Search This Blog

Saturday 4 September 2010

Earl, huh? I never ever liked that name.

I love storms. I find them exciting. I had a big day planned of lazing, tv watching, even maybe a movie or two...

I was up early -- before 9am, possibly even before 8:30am. I wasn't quite ready for my morning coffee so when Chris had made his I didn't ask him to put one on for me. It was I dunno ....7 MINUTES from then and we had our first power outage. It came on after 4 minutes,...I quickly got up and raced to get a coffee....put the k-pack in, hit "brew"...and *poof* ...power out again*. I'm unhappy with you Earl. It's slightly windy out there, but you haven't even gotten here yet.

I haven't even showered.

It's going to be a long Saturday.

*Update: after about 20 mins we regained power again -- first coffee has been consumed, and I'm showered up. With the possibility of more power blips I can't possibly do laundry ;).... I do have two books on the go --reading may be my biggest priority today. I hope everyone weathers this storm safely..xo.

Chris Scott, meteorologist

Earl is still a very impressive storm on satellite and radar imagery as we are showing on-air at The Weather Network. This storm will not weaken much as it slams into the Nova Scotia shore this morning.

The centre of Earl will move quickly along the south shore of Nova Scotia this morning bringing very strong southeast winds to areas from Barrington to Halifax. Winds will quickly increase across the rest of Nova Scotia as Earl moves in this morning.

Based on the current track, it is a certainty that the strongest winds from this storm will be felt along the shore of Nova Scotia. Even the east shore and Cape Breton will see very strong winds based on the track that will take the centre of the storm just west of these areas.

You may have been wondering about the discrepancy between the Canadian Hurricane Centre and the U.S. National Hurricane Centre in calling Earl a hurricane vs. a tropical storm. Well, the fact is it is impossible to know without having anemometers in all parts of the storm, and later today, it will get even trickier to decide whether this system is still mainly tropical.

Bottom line – it doesn’t really matter what the storm has been called, or is called now. The winds are going to be strong enough to cause some damage along the shore today, most likely tree damage which will cause power outages.

We are lucky the storm isn’t stronger, but this is still a large and powerful tropical cyclone that is rolling through Atlantic Canada.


▶ [WHAT YOU SHOULD DO] Produce a verbatim transcript of the entries below, excluding pictures.

▶ [RECORDS TO PROCESS]

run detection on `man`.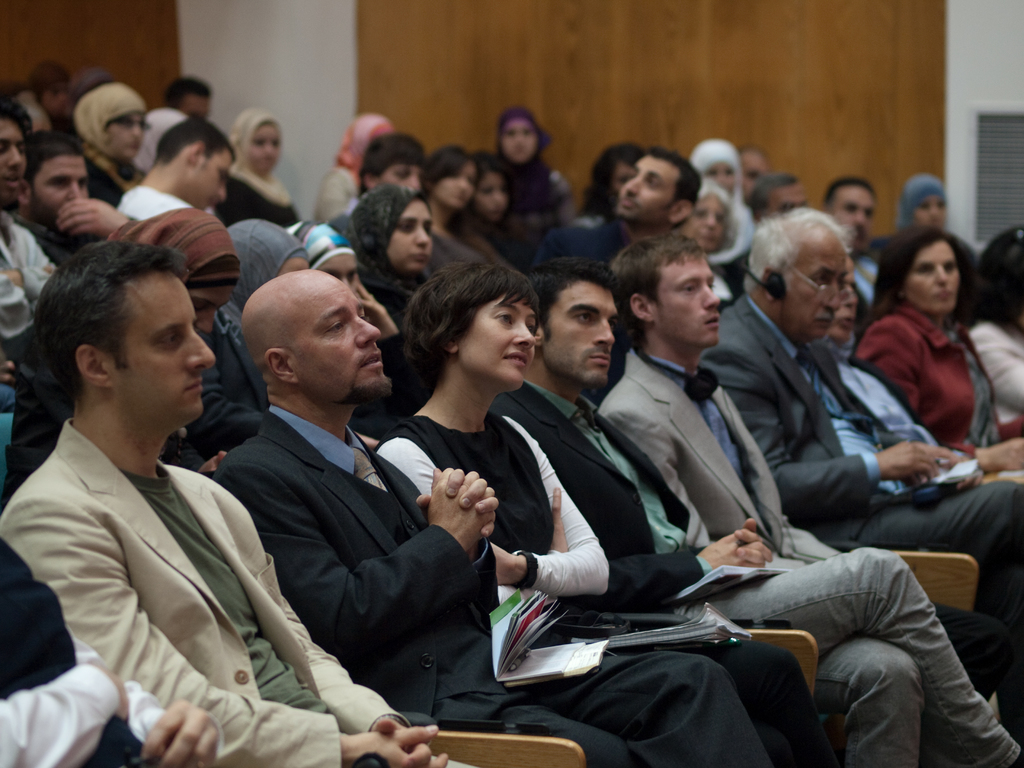
Result: bbox=[333, 140, 472, 288].
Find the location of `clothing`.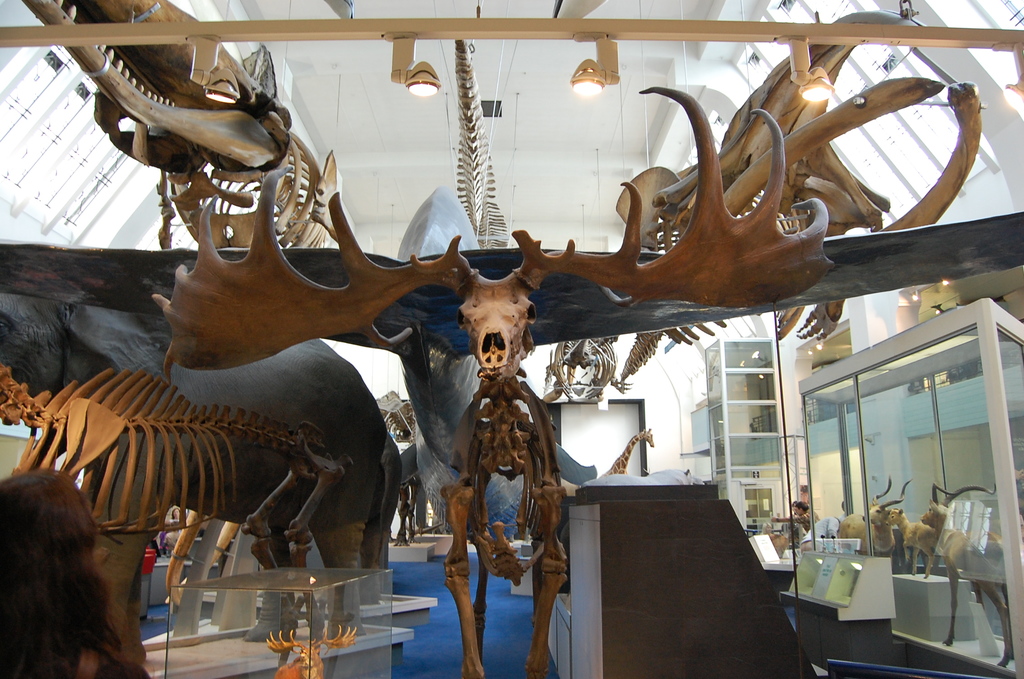
Location: [x1=783, y1=512, x2=812, y2=526].
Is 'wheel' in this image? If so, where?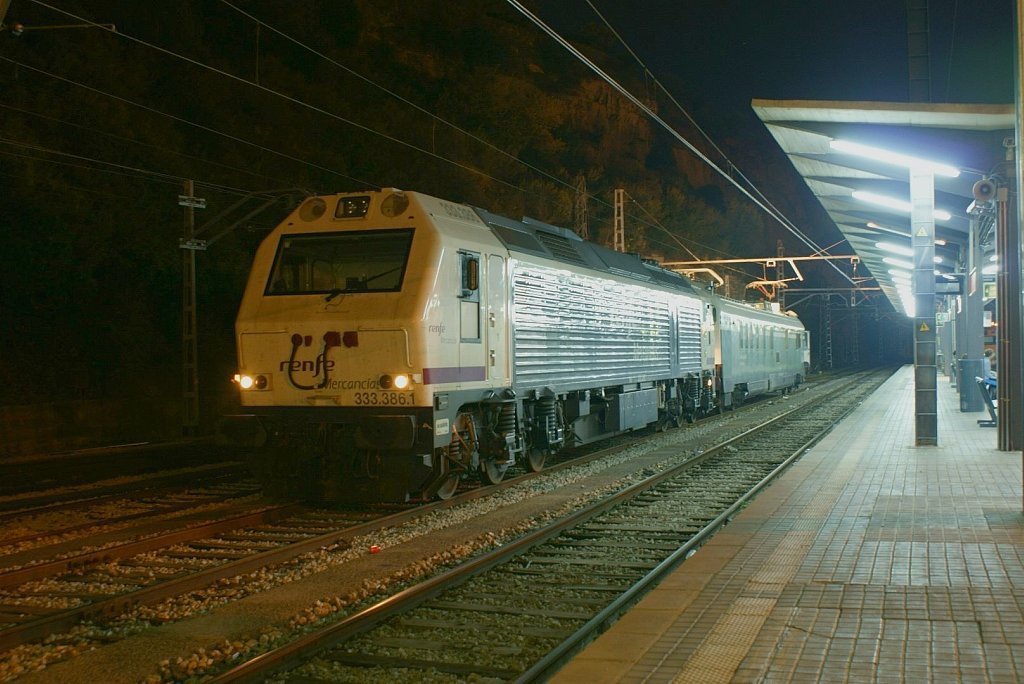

▶ [EXERCISE ANSWER]
run detection on `man`.
Result: bbox=[333, 140, 472, 288].
Find the location of `clothing`.
Location: [x1=783, y1=512, x2=812, y2=526].
Is 'wheel' in this image? If so, where?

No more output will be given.